California lawmakers unwittingly bestowed the most recent pay increase on supervisors in this year's state budget, which called for an 8.5 percent salary increase for Superior Court judges on Jan. 1.
In 1977, the county Board of Supervisors voted to tie their pay to 80 percent of Superior Court judges' salaries beginning July 1, 1981, avoiding the uncomfortable prospect of voting to give themselves a raise. That was more than a decade before any of the current supervisors took office.
Several county officials said they had no idea supervisors had received a raise in January.
Supervisor Dianne Jacob said she doesn't think there is any perfect way to determine when and how to increase the salaries of elected officials. So far, Jacob said she hasn't received complaints about the current arrangement.
Lani Lutar, president of the San Diego County Taxpayers Association, said the current salary process eliminates the opportunity for the public to really weigh in in an effective way, because the decision is made in Sacramento.
Lutar called it troubling that supervisors would accept an increase when the county faces a $1.2 billion pension deficit.
San Diego Mayor Jerry Sanders takes home about $36,000 of his $100,464 annual salary to keep a campaign promise not to re-enter the city's pension system. San Diego City Council President Scott Peters takes home about $3,800 less than the $75,386 his colleagues make annually after refusing a raise several years ago.
Jacob said the county is in much better financial shape today than when the county was on the brink of bankruptcy when she took office in 1992. She took a 10 percent pay cut at the time but said such drastic measures aren't necessary now. She called the pension debt manageable.
San Diego County supervisors aren't the only elected officials or political appointees with their salaries tied to judges.
Members of the Los Angeles County Board of Supervisors receive 100 percent of a Superior Court judge's salary. Elected officials in several counties Alameda, Orange, Riverside and Santa Clara receive 80 percent of a judge's salary.
The San Diego County Regional Airport Authority also pays its three executive board members the full amount $171,648 of a judge's salary.

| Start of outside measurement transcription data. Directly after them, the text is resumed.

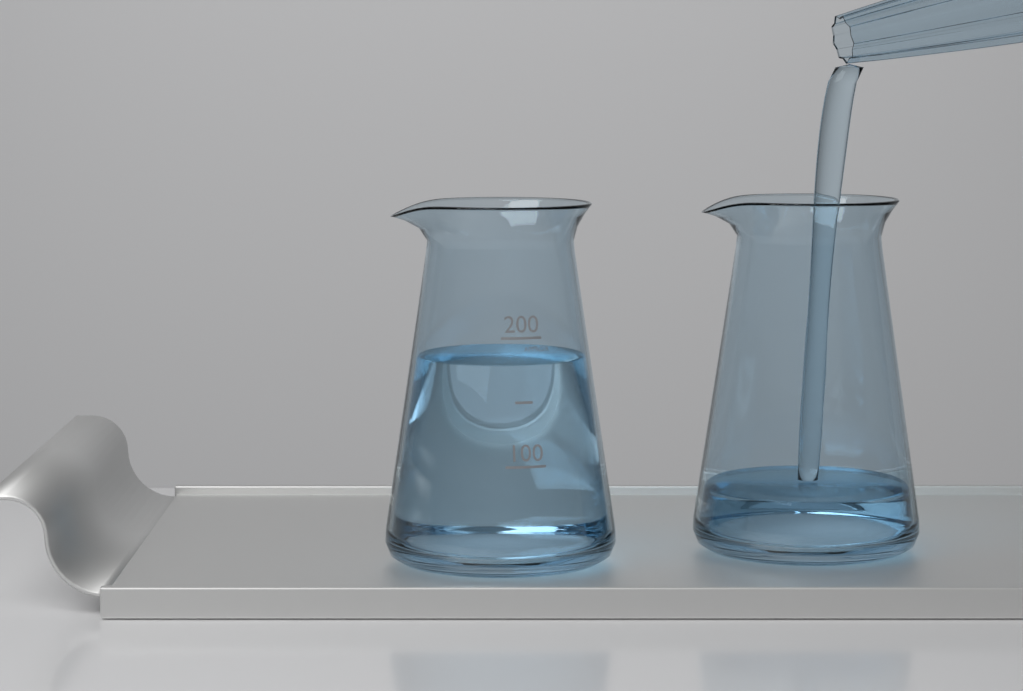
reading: 180 (no unit)
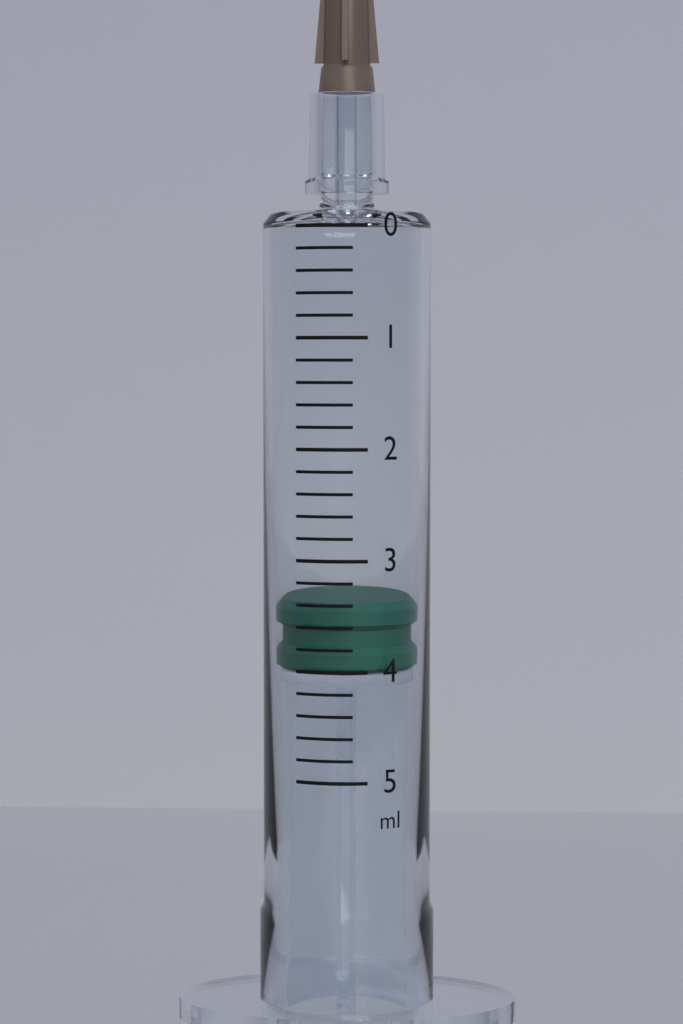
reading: 3.4 ml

State Sen. Christine Kehoe, D-San Diego, has introduced a bill to eliminate those highly paid positions in an effort to revamp the airport authority.
California lawmakers unwittingly bestowed the most recent pay increase on supervisors in this year's state budget, which called for an 8.5 percent salary increase for Superior Court judges on Jan. 1.
In 1977, the county Board of Supervisors voted to tie their pay to 80 percent of Superior Court judges' salaries beginning July 1, 1981, avoiding the uncomfortable prospect of voting to give themselves a raise.